Remember that flu thing?
Today, in the Department of Potential Global Crises We Like To Think Underfunded Government Offices, IGOs and NGOs Are Dealing With: Avian Influenza. More specifically: human-to-human transmission of H5N1 Avian Influenza in Pakistan.
Remember bird flu? It seems like a year or so ago much attention was given to the fact that the H5N1 flu virus, which was spreading, well, virulently among bird populations (especially in Asia), might spread to humans, creating the next flu pandemic. And, as predicted, some humans who worked with infected bird species did get sick, and many of the ones who got sick died. I even remember hearing questions about whether some of them had transmitted the virus to their families.
But since then, we seem to have gotten our heads planted comfortably back in the sand. Yet outbreaks continue, and the situation continues to look dire.
Now, we have an outbreak in Pakistan where, from the currently available evidence, it appears that a veterinarian working with infected birds caught the virus and transmitted it to at least one of his brothers. Two men died ten days apart (one of whom may have been the vet, or maybe not — it's not clear from the reports). The ten-day lag tends to indicate that the disease spread from one person, to another, to another. There have also been recent cluster infections in other Asian countries where human to human transmission is suspected.
When it can do that easily is when all hell will break loose.
I've heard of various interagency "drills" promoted as evidence that governments and health providers are getting ready for the outbreak of pandemic. Those drills mainly seem to be exercises in vaccinating a whole lot of people at once, a capability that will be nice to have but which is useless at the forefront of an outbreak because a vaccine won't exist until weeks, maybe months, after an outbreak begins.
What I haven't heard of are the kinds of preparations that will actually help reduce transmission: for example, the stockpiling of masks, gloves, disinfectants, and other simple tools to help reduce public exposure. There will be a run on such supplies the moment an outbreak is confirmed, and there's no reason to think that manufacturing plans have such excess capacity that they will be able to increase production to anything resembling the scale that will be demanded in a crisis. There won't be enough to go around, and yet we will need to count on practical measures like masks and hand-washing, and not Tamiflu or vaccine, to save people in the first wave of a flu pandemic. (Also interesting - Scott McPherson thinks telecommuting won't work in a pandemic.)
The flu is going to kill many more people than terrorism will, but preventive measures against the flu will never get the kind of funding and support antiterrorism measures do. I expect this will prove to be a mistake.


Among the entries below, count the lines that contain the word "input". Write down only the total.

• [Records provided]:

● ● ● ● ●

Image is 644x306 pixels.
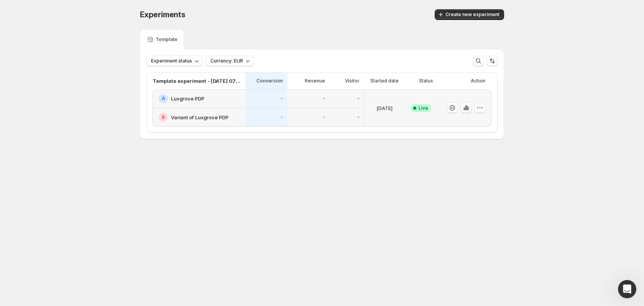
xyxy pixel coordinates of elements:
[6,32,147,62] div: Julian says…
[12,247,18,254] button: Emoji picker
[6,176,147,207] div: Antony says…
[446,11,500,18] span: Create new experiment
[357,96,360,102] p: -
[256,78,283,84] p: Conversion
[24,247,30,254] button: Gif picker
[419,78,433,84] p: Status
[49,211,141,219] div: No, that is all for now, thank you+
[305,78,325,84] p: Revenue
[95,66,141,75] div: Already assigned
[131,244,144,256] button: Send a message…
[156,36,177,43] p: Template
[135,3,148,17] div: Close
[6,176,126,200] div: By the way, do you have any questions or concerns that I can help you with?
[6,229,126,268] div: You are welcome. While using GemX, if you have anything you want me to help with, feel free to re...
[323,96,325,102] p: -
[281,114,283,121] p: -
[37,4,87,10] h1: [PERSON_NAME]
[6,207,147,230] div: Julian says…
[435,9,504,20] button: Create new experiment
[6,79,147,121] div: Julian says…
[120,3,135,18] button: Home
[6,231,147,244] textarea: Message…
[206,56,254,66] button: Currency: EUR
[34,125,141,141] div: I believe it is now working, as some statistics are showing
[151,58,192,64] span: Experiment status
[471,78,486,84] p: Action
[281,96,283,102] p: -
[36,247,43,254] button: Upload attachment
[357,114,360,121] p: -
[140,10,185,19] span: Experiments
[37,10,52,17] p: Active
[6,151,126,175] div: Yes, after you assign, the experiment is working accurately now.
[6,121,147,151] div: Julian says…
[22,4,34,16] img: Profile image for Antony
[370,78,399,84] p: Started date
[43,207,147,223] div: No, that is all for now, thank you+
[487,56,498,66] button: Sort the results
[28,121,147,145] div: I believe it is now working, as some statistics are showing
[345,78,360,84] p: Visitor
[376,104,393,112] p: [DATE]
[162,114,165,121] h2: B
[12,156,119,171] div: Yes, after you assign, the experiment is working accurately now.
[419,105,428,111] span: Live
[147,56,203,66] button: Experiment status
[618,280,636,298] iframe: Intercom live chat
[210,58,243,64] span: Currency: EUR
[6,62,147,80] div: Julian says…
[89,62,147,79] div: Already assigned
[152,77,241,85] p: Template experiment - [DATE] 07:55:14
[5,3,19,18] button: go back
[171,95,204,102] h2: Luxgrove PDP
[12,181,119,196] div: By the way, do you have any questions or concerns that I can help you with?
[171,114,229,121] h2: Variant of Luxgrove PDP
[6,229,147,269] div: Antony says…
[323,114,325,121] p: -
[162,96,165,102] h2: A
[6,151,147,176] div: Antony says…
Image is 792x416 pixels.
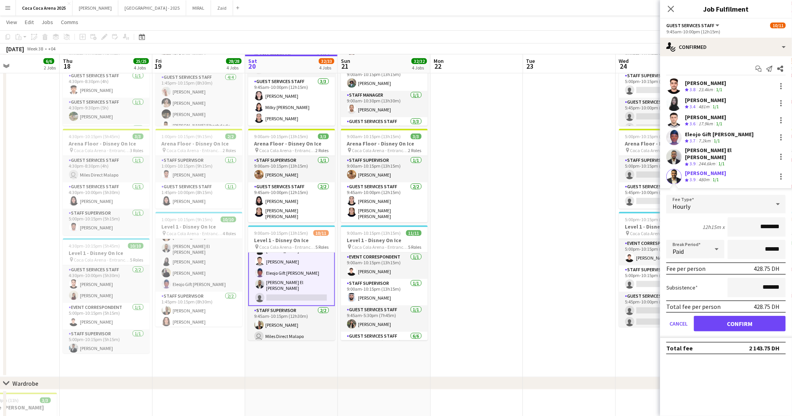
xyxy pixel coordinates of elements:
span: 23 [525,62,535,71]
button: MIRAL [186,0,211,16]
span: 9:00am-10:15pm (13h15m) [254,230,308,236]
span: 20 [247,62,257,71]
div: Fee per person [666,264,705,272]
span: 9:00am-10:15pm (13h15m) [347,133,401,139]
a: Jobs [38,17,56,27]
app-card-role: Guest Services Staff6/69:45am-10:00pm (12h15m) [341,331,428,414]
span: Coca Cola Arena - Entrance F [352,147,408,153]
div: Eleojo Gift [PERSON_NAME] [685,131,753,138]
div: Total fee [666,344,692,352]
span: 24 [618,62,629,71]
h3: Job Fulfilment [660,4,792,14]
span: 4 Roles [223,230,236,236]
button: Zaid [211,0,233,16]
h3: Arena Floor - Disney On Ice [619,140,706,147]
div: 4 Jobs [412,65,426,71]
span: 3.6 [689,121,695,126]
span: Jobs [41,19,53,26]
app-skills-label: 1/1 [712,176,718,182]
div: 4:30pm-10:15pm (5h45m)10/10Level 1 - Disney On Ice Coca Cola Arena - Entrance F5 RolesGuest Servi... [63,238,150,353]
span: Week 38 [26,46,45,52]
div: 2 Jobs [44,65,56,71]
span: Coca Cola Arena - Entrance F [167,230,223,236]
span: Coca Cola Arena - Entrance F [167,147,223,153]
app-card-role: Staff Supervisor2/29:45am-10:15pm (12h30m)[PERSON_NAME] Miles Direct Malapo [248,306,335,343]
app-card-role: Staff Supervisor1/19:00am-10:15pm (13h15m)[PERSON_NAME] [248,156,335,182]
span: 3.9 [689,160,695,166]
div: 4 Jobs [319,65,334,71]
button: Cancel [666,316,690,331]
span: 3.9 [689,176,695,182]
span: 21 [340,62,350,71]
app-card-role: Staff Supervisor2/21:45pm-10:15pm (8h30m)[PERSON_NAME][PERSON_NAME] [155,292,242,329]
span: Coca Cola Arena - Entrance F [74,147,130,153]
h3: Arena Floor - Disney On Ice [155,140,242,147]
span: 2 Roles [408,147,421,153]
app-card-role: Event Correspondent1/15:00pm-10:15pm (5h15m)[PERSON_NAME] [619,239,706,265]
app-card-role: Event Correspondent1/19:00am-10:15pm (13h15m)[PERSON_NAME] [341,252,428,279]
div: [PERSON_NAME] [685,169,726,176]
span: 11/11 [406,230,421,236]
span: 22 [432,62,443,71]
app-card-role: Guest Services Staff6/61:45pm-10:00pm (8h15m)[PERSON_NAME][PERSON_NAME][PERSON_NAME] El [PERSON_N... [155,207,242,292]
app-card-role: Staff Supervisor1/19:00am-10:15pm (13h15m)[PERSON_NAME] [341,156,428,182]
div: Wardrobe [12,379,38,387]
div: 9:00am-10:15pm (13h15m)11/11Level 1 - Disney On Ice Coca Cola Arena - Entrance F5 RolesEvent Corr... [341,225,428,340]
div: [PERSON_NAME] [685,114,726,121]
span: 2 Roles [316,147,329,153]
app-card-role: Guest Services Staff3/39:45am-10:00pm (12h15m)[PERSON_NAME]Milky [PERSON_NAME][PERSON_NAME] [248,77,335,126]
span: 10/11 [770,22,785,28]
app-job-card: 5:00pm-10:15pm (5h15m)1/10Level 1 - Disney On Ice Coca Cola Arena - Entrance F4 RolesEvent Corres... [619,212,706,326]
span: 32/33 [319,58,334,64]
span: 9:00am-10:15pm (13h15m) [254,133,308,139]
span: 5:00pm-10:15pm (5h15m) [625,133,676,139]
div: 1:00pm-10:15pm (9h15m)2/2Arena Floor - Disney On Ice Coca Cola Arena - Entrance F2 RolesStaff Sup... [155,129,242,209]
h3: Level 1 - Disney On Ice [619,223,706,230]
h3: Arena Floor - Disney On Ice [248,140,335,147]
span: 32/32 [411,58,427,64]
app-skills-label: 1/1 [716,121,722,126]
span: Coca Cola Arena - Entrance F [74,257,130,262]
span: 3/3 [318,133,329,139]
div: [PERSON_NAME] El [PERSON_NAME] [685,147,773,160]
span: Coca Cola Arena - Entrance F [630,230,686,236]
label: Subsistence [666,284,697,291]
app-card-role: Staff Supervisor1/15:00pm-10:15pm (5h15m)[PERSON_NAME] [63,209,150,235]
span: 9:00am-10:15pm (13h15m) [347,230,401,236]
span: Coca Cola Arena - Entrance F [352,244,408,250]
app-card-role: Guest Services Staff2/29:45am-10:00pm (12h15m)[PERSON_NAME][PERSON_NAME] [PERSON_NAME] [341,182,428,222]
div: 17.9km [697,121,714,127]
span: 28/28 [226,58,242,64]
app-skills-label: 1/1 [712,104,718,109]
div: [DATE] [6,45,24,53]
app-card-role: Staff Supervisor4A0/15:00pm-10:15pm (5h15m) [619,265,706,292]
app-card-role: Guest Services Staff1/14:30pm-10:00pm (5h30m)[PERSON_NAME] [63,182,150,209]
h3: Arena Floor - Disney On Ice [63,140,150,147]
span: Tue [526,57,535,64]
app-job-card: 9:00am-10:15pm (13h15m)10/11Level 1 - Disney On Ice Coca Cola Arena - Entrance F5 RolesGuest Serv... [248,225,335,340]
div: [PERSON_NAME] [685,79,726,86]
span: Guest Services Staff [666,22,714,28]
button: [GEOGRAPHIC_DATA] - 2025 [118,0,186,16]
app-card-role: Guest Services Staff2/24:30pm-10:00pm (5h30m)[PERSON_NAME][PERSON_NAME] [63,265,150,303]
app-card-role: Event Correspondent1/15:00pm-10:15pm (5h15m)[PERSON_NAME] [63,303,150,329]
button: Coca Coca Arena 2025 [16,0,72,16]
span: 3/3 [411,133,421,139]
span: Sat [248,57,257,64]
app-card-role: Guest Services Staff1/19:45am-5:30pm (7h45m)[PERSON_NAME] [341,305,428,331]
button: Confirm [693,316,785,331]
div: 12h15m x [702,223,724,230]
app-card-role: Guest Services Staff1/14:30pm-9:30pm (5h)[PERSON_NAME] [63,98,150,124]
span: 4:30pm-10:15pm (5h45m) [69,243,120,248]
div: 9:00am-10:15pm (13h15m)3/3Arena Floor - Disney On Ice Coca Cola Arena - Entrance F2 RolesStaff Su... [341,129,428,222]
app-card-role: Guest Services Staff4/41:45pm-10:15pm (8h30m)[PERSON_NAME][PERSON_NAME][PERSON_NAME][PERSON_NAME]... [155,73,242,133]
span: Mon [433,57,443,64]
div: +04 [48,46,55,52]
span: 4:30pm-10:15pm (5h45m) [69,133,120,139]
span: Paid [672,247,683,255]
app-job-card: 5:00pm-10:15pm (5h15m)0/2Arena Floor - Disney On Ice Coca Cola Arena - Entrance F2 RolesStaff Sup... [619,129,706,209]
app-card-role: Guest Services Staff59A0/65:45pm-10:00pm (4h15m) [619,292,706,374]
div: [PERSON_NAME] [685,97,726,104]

● ● ● ● ●

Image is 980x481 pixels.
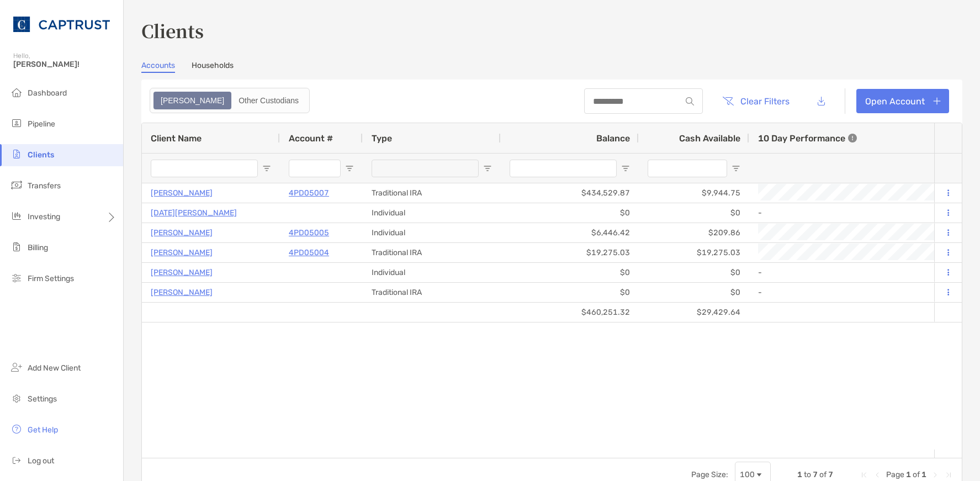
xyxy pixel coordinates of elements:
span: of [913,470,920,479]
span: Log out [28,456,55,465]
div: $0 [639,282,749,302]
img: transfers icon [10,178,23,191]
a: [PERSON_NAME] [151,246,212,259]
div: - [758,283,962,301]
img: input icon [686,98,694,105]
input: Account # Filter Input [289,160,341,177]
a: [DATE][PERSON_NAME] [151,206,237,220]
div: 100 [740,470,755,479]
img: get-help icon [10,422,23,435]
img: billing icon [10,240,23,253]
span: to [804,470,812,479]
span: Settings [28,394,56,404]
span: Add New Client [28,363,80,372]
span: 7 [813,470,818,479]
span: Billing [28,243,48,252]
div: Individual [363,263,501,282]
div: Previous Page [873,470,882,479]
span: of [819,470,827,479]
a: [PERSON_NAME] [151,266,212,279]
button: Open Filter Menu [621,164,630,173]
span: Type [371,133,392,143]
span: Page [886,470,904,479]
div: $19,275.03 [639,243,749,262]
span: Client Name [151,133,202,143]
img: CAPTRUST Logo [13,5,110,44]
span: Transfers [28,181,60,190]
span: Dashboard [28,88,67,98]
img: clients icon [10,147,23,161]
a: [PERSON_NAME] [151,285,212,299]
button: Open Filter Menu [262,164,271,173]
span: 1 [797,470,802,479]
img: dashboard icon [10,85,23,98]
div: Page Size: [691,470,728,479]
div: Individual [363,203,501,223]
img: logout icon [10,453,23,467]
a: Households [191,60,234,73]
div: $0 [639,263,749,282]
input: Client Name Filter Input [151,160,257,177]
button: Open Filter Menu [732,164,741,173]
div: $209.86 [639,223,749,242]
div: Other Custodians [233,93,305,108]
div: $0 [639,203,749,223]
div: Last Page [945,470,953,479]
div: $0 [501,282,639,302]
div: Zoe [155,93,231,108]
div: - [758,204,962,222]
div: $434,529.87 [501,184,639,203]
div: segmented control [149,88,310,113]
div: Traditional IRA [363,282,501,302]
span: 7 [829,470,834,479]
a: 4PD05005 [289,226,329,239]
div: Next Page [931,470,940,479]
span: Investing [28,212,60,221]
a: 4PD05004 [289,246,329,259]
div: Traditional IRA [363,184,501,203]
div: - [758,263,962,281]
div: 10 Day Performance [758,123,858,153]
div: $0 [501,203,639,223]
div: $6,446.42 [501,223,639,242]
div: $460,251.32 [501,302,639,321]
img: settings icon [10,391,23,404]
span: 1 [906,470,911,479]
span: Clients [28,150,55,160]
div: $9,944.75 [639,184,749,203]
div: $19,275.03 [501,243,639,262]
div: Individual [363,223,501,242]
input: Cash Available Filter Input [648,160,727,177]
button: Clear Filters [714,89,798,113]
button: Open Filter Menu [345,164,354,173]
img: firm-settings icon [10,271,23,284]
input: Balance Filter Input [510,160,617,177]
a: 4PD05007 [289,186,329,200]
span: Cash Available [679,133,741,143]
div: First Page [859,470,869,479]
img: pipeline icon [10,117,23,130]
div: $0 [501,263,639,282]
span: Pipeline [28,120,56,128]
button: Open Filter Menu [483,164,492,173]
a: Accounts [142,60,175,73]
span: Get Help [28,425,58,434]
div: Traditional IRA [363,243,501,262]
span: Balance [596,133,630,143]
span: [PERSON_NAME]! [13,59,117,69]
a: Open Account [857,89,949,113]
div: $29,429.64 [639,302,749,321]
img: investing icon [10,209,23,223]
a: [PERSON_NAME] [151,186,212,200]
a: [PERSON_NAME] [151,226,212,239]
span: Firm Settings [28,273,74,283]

● ● ● ● ●

• [Result of the task]: 5